And I declare, if Sir Christopher (my husband and ten-year-old Ted named him that very evening) didn't look at me and wink. Then he jumped down and followed, very dignified, very discreet.
I attempted to shoo him back. But he wouldn't shoo. He merely stopped and seemed to consider matters. Or serenely remained far enough off to "play safe."
Meanwhile, my youngest continued to reiterate: "Kitty—kitty—kitty! My 'ittle kitty!"
"No, Curlylocks," said I, "it isn't your little kitty. It is somebody's cat."
Which merely shows that I knew not whereof I spoke. Sir Christopher proceeded to teach me.
Of course, at first I thought his stay with us was merely a temporary matter; like some folk, he had decided to go on a visit and stay over night. But when Sir Christopher continued to tarry, I enquired, I looked about, I advertised—and I assured the children that some one, somewhere, must surely be mourning the loss of a precious pet; some one, sometime, would come to claim him.
But no one came.
Days slid away, weeks slipped into months, winter walked our way, and spring, and summer again. Sir Christopher C. had deliberately adopted us, for he made no move toward finding another abiding place. He was no longer Somebody's cat, he was our cat; for, indeed, is not possession nine points of the law?
Then one day when heat shimmered over the valley, when the dandelions had seeded and the thistles had bloomed, when the corn stood heavy and the cricket tuned his evening fiddle, when spots in the lawn turned brown, where the sprinkler missed, when the baby waked and fretted, and swearing, sweating men turned to the west and wondered what had held up the sea breeze—Sir Christopher missed his supper. He vanished as completely as if he had been kidnapped by the Air Patrol. Three weeks went by and we gave him up for lost, although the children still prowled about looking over strange premises, peeping through back gates, trailing down unaccustomed lanes and along Calapooia Creek, for "We might find him," they insisted. Truly, "Hope springs eternal."
"Perhaps, he has gone back where he came from," said Daddy. "Perhaps, he has grown tired of us."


Assignment: Pick out the lines in the listing below that contain the word "lower" and copy them.

Source data:
= = = =
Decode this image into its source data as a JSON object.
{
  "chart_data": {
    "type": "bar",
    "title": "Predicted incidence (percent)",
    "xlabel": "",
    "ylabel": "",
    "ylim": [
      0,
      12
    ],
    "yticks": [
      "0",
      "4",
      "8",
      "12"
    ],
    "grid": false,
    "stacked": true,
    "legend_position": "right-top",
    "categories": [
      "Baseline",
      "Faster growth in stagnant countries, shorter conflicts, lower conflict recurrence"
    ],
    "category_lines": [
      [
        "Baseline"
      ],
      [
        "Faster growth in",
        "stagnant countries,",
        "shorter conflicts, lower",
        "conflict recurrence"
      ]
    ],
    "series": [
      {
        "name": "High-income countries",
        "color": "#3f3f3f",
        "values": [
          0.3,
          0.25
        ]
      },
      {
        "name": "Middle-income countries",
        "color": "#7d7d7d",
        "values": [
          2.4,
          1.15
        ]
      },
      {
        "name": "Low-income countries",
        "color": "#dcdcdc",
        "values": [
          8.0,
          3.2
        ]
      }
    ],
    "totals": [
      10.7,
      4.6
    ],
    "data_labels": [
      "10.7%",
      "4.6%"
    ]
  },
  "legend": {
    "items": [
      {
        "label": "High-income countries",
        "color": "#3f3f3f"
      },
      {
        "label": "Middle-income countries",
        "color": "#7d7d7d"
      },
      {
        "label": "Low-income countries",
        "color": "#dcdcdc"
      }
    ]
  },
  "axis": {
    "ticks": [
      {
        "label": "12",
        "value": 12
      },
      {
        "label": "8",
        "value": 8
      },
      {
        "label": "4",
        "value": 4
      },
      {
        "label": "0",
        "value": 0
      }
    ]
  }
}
= = = =
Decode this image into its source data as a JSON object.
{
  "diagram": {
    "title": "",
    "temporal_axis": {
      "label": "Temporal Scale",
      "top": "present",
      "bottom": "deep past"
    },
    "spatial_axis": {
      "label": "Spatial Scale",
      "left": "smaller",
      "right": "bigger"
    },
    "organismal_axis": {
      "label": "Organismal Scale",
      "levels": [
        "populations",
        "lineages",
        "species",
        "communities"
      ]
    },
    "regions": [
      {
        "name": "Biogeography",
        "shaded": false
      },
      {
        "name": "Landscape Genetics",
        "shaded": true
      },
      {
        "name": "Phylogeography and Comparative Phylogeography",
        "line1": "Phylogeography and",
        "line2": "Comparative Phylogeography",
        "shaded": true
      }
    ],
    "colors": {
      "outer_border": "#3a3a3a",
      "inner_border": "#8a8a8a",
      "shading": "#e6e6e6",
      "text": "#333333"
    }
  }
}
= = = =
Response box:
      "Faster growth in stagnant countries, shorter conflicts, lower conflict recurrence"
        "shorter conflicts, lower",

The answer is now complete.